Senate passes bill restricting foreclosures
Article Reprinted with Permission of the Associated Press

 
By JIM WASSERMAN (AP)
Published August 27, 2004

A landmark bill outlawing home foreclosures for small sums owed to homeowner associations passed the state Senate Friday, and the Assembly was expected to take similar action later in the day.

The Senate's 32-1 vote provides major new safeguards against association foreclosure actions for up to one fourth of the California's 12 million households and could spread to other states if also passed by the Assembly and signed by Gov. Arnold Schwarzenegger before Sept. 30.

"This is a compromise that will work for all the homeowners who live in the state," said Denise Ducheny, D-San Diego, describing a monthslong battle with association attorneys and lobbyists who maintain it will give delinquent homeowners a blank check to avoid paying assessments for months or years.

California's 37,000 associations, like thousands more nationally, depend on association dues to pay for lawn maintenance, building and pool upkeep, private security and roads.

The legislation, by Assemblyman Darrell Steinberg, D-Sacramento, makes associations recover unpaid sums under $2,500 in small claims court, ending the long-standing practice of foreclosing or threatening to foreclose on the home while tacking on $1,500 to $2,000 in attorneys fees and other collection costs.

Lawmakers muscled the proposal toward floor votes after an incident in rural Calaveras County last year, where retirees Anita and Tom Radcliff lost their $285,000 home for failing to pay a $120 annual assessment.

"It is unbelievable to me and any right-minded person that such a thing could happen in our country and our state," said Sen. Rico Oller, a San Andreas Republican who represents the Radcliffs. "This will go a long ways toward insuring that no one else will have something like this happen to them."

The couple remains in the home pending a lawsuit against the association and an anticipated settlement that would allow them to regain ownership of their retirement home.

Nationally, nearly a dozen such foreclosures since 2001 have generated damaging publicity for a homeowners association industry favored by developers as the cheapest, easiest way to put more homes and people on less acreage.

Association lobbyists, who fear the bill's financial effect on the state's fastest-growing residential lifestyle and the potential of the law spreading to other states, are pinning their hopes on a Schwarzenegger veto.

Schwarzenegger has not taken a position on the bill, said spokesman Vince Sollitto.

The legislation, unique among states such as Florida, Arizona, Texas and Hawaii, which are home to more than half the nation's 260,000 homeowners associations, would allow nonjudicial foreclosure for owed amounts higher than $2,500. But it would significantly toughen foreclosure practices, making association boards unable to delegate the decision to others, give homeowners 90 days to get back their homes and make buyers at auctions pay a minimum of 65 percent of the home's value.

"This is probably one of the most important bills we're going to deal with this year, as our housing stock continues to move into housing developments controlled by common interest developments," said Sen. Debra Bowen, D-Marina Del Rey.

Recent efforts to pass similar reforms in Texas, Arizona and Florida all failed.

The bill also gives nearly 8 million Californians living in association-governed communities more access to private financial records. Associations that balk at records inspection requests could be fined $500 per request and pay attorneys fees and court costs if they lose a legal challenge on the question.

If signed by Schwarzenegger, the bill will affect thousands of California homeowners who fall behind on dues, although association records indicate fewer than 1 percent have lost their homes over unpaid sums. Experts estimate that 60 percent of the state's new housing are in association-governed private communities, while in Sacramento and San Diego, private communities account for more than 40 percent of all housing. Los Angeles, Orange and Ventura counties alone have nearly 1 million association-governed communities. The fewest numbers are in the San Joaquin Valley.

Ducheny and Steinberg's bills overturn a significant piece of a 1985 law that increased nearly tenfold the penalties, fines and attorneys fees an association could add to a delinquent bill.

The foreclosure issue is one of several bills on homeowners associations this year. Others make associations present a clearer picture to potential buyers of their financial obligations in years ahead and require secret ballots in association elections. Another makes boards give reasons in writing for denying homeowners' requests to modify the looks of their homes.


● **Exercise**
Below are some records. Copy every line in them that holds "will".

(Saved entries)
* * * *

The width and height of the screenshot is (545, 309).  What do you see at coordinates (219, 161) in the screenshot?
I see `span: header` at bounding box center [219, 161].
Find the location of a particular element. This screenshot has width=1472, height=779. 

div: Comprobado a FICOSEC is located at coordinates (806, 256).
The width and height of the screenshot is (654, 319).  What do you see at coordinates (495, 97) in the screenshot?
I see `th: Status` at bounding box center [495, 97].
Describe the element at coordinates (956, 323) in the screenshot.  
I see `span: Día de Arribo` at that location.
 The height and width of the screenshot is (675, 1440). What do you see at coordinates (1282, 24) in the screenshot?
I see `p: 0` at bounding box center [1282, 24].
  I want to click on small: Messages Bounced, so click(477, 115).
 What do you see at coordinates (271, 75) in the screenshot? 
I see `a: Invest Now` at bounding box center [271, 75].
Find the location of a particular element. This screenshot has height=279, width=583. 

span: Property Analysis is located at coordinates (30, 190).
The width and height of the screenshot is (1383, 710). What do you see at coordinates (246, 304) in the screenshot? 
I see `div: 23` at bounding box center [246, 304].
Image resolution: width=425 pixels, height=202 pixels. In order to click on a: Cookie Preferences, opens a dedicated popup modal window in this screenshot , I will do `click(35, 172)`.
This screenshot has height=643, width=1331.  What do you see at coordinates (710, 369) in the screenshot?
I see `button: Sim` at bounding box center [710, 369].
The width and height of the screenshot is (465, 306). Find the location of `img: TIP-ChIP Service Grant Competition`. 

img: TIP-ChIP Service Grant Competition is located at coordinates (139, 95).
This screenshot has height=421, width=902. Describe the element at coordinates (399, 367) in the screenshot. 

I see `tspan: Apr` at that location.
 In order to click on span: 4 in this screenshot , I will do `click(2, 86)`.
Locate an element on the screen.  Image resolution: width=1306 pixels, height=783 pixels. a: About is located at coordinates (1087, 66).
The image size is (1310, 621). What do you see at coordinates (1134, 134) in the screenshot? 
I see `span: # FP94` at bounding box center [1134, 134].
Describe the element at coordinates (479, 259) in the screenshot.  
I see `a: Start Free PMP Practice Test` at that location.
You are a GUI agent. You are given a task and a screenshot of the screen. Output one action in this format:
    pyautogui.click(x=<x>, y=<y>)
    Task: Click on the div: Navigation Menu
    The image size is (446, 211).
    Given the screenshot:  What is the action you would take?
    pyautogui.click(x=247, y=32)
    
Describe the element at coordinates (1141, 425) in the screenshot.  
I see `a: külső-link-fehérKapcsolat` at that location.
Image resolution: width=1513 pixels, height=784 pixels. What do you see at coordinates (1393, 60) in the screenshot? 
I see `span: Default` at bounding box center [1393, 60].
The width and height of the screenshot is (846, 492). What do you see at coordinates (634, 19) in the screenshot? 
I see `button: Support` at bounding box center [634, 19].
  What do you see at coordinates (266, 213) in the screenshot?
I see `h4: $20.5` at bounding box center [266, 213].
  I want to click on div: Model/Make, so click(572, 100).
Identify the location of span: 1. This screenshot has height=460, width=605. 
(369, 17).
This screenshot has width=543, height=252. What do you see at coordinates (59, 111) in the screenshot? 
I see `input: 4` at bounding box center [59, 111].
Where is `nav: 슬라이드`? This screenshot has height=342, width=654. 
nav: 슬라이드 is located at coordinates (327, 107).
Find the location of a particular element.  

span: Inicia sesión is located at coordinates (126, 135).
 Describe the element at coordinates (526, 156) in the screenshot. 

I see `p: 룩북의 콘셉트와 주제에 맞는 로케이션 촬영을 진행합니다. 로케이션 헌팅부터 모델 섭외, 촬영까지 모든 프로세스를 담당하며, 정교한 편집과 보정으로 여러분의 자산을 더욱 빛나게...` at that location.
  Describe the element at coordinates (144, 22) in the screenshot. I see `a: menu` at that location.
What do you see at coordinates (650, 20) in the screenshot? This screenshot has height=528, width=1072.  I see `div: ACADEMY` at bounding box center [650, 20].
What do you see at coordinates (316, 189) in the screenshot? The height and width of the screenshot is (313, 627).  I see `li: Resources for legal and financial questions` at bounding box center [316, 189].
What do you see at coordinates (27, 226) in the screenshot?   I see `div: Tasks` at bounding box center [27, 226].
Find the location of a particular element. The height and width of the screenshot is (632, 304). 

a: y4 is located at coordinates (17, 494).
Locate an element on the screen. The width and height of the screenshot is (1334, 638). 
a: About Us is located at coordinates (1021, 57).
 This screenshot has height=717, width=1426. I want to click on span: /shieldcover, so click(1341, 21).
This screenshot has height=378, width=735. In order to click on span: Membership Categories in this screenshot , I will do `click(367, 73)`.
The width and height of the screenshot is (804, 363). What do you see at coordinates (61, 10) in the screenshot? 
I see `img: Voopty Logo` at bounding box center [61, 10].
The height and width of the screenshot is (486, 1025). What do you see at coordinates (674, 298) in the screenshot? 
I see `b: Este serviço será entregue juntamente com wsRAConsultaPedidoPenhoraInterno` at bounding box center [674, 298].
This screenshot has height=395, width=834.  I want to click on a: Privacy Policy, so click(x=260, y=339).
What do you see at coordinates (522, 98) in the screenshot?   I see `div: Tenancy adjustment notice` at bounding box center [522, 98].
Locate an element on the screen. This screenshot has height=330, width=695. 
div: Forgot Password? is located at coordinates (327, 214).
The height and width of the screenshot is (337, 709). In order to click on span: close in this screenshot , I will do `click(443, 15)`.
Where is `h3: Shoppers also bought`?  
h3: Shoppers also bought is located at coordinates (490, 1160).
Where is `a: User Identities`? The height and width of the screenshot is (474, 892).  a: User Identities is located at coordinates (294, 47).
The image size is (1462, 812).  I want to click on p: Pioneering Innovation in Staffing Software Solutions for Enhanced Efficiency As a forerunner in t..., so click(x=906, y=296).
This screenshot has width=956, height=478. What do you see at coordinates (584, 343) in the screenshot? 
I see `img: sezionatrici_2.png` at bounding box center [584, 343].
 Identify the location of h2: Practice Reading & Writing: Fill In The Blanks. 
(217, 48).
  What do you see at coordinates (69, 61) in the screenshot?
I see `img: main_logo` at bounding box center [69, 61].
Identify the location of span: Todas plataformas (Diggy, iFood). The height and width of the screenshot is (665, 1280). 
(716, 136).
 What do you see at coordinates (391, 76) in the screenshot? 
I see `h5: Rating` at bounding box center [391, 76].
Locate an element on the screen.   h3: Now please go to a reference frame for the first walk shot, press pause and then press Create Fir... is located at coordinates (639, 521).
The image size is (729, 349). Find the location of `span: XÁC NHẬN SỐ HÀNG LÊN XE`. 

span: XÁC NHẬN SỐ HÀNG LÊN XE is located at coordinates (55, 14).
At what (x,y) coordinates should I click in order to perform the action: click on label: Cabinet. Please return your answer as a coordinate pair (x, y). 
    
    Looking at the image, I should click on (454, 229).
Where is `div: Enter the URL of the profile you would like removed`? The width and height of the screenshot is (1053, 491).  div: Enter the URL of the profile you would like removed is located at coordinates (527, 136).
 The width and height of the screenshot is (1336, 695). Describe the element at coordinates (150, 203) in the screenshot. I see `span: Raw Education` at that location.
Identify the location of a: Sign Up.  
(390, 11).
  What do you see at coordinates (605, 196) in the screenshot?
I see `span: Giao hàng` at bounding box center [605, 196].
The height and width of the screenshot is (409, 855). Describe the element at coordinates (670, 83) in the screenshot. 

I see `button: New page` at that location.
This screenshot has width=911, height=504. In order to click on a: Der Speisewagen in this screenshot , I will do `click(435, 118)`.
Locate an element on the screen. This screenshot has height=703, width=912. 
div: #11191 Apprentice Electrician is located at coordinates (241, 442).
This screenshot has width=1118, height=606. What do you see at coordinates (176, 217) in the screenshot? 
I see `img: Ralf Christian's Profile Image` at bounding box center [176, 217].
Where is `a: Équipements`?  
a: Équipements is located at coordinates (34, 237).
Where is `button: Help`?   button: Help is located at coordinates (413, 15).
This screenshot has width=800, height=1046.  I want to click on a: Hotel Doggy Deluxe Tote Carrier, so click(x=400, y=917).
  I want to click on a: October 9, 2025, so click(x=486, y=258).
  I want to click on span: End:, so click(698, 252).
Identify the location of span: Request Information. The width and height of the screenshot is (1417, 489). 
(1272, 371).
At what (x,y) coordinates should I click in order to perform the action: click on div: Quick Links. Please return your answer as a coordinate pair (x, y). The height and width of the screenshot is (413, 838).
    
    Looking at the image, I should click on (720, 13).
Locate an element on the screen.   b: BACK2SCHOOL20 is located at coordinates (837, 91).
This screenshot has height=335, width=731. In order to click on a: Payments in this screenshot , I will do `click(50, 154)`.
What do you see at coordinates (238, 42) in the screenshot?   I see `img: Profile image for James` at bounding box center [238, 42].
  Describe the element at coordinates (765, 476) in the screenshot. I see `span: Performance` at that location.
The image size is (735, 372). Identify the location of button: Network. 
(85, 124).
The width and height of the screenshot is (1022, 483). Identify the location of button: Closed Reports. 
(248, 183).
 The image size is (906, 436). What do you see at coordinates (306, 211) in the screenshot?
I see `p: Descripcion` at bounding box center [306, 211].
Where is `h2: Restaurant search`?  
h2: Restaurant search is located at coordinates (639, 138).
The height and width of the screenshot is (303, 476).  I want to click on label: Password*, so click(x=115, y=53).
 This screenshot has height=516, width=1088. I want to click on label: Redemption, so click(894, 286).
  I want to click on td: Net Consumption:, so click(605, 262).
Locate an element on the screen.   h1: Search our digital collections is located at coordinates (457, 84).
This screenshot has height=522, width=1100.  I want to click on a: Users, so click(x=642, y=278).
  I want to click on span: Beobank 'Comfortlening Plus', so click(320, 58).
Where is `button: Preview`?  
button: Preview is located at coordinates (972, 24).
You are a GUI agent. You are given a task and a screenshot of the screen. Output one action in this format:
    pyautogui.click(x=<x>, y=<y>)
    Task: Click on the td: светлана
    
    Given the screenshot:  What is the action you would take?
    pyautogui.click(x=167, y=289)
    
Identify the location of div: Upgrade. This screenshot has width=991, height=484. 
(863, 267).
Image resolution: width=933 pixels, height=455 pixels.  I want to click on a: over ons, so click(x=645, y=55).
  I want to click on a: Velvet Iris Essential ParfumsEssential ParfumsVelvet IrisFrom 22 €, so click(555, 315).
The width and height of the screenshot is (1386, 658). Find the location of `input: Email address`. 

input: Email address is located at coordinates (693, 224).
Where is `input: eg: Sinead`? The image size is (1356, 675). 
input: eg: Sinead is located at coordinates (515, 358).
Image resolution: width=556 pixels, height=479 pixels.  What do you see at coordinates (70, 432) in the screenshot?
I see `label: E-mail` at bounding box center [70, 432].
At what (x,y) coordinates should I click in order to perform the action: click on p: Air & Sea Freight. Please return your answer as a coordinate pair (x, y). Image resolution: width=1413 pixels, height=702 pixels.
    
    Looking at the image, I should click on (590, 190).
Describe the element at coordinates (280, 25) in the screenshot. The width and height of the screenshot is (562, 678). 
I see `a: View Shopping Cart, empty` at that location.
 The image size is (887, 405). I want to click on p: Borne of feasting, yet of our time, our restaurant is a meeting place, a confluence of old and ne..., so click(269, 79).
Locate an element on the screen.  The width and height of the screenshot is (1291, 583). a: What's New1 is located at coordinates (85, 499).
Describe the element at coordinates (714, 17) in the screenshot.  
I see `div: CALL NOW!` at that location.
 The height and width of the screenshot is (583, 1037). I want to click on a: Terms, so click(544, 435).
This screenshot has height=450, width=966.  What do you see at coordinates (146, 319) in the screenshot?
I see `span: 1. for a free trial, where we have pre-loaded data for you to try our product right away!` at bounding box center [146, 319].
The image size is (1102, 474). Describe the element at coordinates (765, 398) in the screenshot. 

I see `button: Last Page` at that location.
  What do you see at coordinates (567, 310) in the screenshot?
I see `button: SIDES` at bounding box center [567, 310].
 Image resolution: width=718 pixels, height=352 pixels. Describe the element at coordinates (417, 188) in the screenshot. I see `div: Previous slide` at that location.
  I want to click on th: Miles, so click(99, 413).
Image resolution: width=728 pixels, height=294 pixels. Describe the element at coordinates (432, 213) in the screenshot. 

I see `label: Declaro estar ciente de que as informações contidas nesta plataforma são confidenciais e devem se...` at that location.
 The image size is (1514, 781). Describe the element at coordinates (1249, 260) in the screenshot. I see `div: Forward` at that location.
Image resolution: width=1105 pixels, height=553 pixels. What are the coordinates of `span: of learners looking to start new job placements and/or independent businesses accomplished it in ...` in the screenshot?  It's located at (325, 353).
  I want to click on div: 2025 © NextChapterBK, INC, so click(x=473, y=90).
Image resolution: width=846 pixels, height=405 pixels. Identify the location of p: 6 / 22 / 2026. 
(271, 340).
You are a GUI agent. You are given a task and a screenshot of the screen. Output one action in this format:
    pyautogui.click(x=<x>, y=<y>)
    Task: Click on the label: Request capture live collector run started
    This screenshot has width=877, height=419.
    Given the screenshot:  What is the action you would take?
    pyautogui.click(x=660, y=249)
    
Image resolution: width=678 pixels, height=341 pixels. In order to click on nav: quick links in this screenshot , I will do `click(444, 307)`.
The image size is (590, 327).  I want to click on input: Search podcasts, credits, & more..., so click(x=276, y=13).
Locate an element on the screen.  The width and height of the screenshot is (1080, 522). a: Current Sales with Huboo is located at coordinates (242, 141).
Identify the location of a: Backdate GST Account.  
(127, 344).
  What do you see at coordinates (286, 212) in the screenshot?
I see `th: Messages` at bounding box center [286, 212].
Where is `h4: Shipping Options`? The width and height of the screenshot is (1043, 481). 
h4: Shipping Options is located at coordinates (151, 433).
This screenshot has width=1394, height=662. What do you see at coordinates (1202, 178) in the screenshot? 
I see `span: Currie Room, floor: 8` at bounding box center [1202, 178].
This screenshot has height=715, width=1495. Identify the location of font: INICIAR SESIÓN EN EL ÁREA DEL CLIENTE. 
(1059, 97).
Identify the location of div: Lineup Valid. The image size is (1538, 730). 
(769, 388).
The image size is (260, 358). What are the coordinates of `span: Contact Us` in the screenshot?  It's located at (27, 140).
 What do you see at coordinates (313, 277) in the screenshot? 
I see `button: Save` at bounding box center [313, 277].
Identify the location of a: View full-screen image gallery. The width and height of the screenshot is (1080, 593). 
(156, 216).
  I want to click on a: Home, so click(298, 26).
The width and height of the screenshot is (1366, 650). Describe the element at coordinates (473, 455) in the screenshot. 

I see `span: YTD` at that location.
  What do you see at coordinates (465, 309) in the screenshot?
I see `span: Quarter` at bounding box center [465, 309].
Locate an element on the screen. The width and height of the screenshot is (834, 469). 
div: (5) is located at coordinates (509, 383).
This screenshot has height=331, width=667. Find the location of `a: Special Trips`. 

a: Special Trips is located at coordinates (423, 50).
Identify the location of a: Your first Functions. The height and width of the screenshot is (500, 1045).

* * * *

● **The completed task**
Image resolution: width=425 pixels, height=202 pixels. In order to click on a: Cookie Preferences, opens a dedicated popup modal window in this screenshot , I will do `click(35, 172)`.
 In order to click on span: 4 in this screenshot , I will do `click(2, 86)`.
This screenshot has height=378, width=735. In order to click on span: Membership Categories in this screenshot , I will do `click(367, 73)`.
The height and width of the screenshot is (337, 709). In order to click on span: close in this screenshot , I will do `click(443, 15)`.
This screenshot has width=911, height=504. In order to click on a: Der Speisewagen in this screenshot , I will do `click(435, 118)`.
This screenshot has height=335, width=731. In order to click on a: Payments in this screenshot , I will do `click(50, 154)`.
Image resolution: width=678 pixels, height=341 pixels. In order to click on nav: quick links in this screenshot , I will do `click(444, 307)`.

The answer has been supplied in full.